Professor Mike Newman will speak on 'The Contradictions of Humanitarian Intervention’ and Dr Lyn Thomas on:  'The construction of Muslim and Irish communities as 'suspect' in Britain 1974-2007: representations and experiences'.

The session runs between 12.15 and 3.30. Lunch and refreshments will be provided.

Room: JS2-75

Working Lives Research Institute
London Metropolitan University
31 Jewry St
London EC3N 2EY

See our contact page for directions and map.

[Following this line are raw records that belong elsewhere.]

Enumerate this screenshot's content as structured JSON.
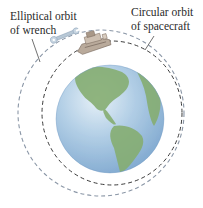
{
  "figure": {
    "labels": {
      "wrench": {
        "line1": "Elliptical orbit",
        "line2": "of wrench"
      },
      "spacecraft": {
        "line1": "Circular orbit",
        "line2": "of spacecraft"
      }
    },
    "objects": {
      "earth": "earth-globe",
      "spacecraft": "space-shuttle",
      "wrench": "wrench"
    },
    "colors": {
      "background": "#ffffff",
      "ocean": "#8fb6d8",
      "ocean_highlight": "#d9e8f3",
      "land": "#7fa66a",
      "elliptical_orbit": "#8a96a6",
      "circular_orbit": "#3a3a3a",
      "label_text": "#2a2a2a"
    }
  }
}
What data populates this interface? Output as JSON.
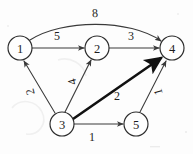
{
  "diagram": {
    "background_color": "#fdfdfd",
    "ink_color": "#2b2b2b",
    "nodes": [
      {
        "id": "1",
        "label": "1",
        "cx": 20,
        "cy": 48,
        "r": 12
      },
      {
        "id": "2",
        "label": "2",
        "cx": 97,
        "cy": 48,
        "r": 12
      },
      {
        "id": "3",
        "label": "3",
        "cx": 62,
        "cy": 124,
        "r": 12
      },
      {
        "id": "4",
        "label": "4",
        "cx": 172,
        "cy": 48,
        "r": 12
      },
      {
        "id": "5",
        "label": "5",
        "cx": 136,
        "cy": 124,
        "r": 12
      }
    ],
    "edges": [
      {
        "from": "1",
        "to": "4",
        "weight": "8",
        "style": "curved",
        "emphasis": "normal",
        "label_x": 95,
        "label_y": 13
      },
      {
        "from": "1",
        "to": "2",
        "weight": "5",
        "style": "straight",
        "emphasis": "normal",
        "label_x": 57,
        "label_y": 36
      },
      {
        "from": "2",
        "to": "4",
        "weight": "3",
        "style": "straight",
        "emphasis": "normal",
        "label_x": 131,
        "label_y": 36
      },
      {
        "from": "3",
        "to": "1",
        "weight": "2",
        "style": "straight",
        "emphasis": "normal",
        "label_x": 30,
        "label_y": 92,
        "label_rotation": -105
      },
      {
        "from": "3",
        "to": "2",
        "weight": "4",
        "style": "straight",
        "emphasis": "normal",
        "label_x": 72,
        "label_y": 82,
        "label_rotation": -105
      },
      {
        "from": "3",
        "to": "4",
        "weight": "2",
        "style": "straight",
        "emphasis": "bold",
        "label_x": 117,
        "label_y": 96
      },
      {
        "from": "3",
        "to": "5",
        "weight": "1",
        "style": "straight",
        "emphasis": "normal",
        "label_x": 92,
        "label_y": 137
      },
      {
        "from": "5",
        "to": "4",
        "weight": "1",
        "style": "straight",
        "emphasis": "normal",
        "label_x": 158,
        "label_y": 92,
        "label_rotation": -105
      }
    ]
  }
}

Mike Newman is a Professor of Politics and Jean Monnet Professor of European Studies.  He is the author of several books, including Socialism and European Unity (Hurst, 1983),  Harold Laski – A Political Biography (Macmillan, 1993), Democracy, Sovereignty and the European Union (Hurst, 1996)  Ralph Miliband and the Politics of the New Left (Merlin 2002), and Socialism – A Very Short Introduction (Oxford University Press, 2005).  His latest book is Humanitarian Intervention: Confronting the Contradictions (Hurst and Columbia University Press, 2009).

 

Lyn Thomas is Deputy Director of the Institute for the Study of European Transformations at London Metropolitan University, where she taught French from 1989 to 2005.  Her writings include Annie Ernaux, an introduction to the writer and her audience (Berg, 1999), Fans, Feminisms and ‘Quality’ Media (Routledge, 2002) and Annie Ernaux, à la première personne (Stock, 2005). She was responsible for the media study in the ESRC/AHRC ‘Cultures of Consumption’ Programme research project on ‘Alternative Hedonism and the Theory and Politics of Consumption’ and co-edited The Theory and Politics of Consuming Differently with Kate Soper and Martin Ryle (Palgrave, 2008). She is currently editing Religion, Consumerisam and Sustainability: Paradise Lost? for Palgrave. She is co-applicant in an ESRC project on the representation of ‘suspect’ communities in multi-ethnic Britain and the impact on Muslim and Irish communities, where again, she is leading the media study. Her research interests include religion, spirituality and media; audiences and fan cultures; and lifestyle and reality television. She is a member of the Feminist Review Editorial Collective.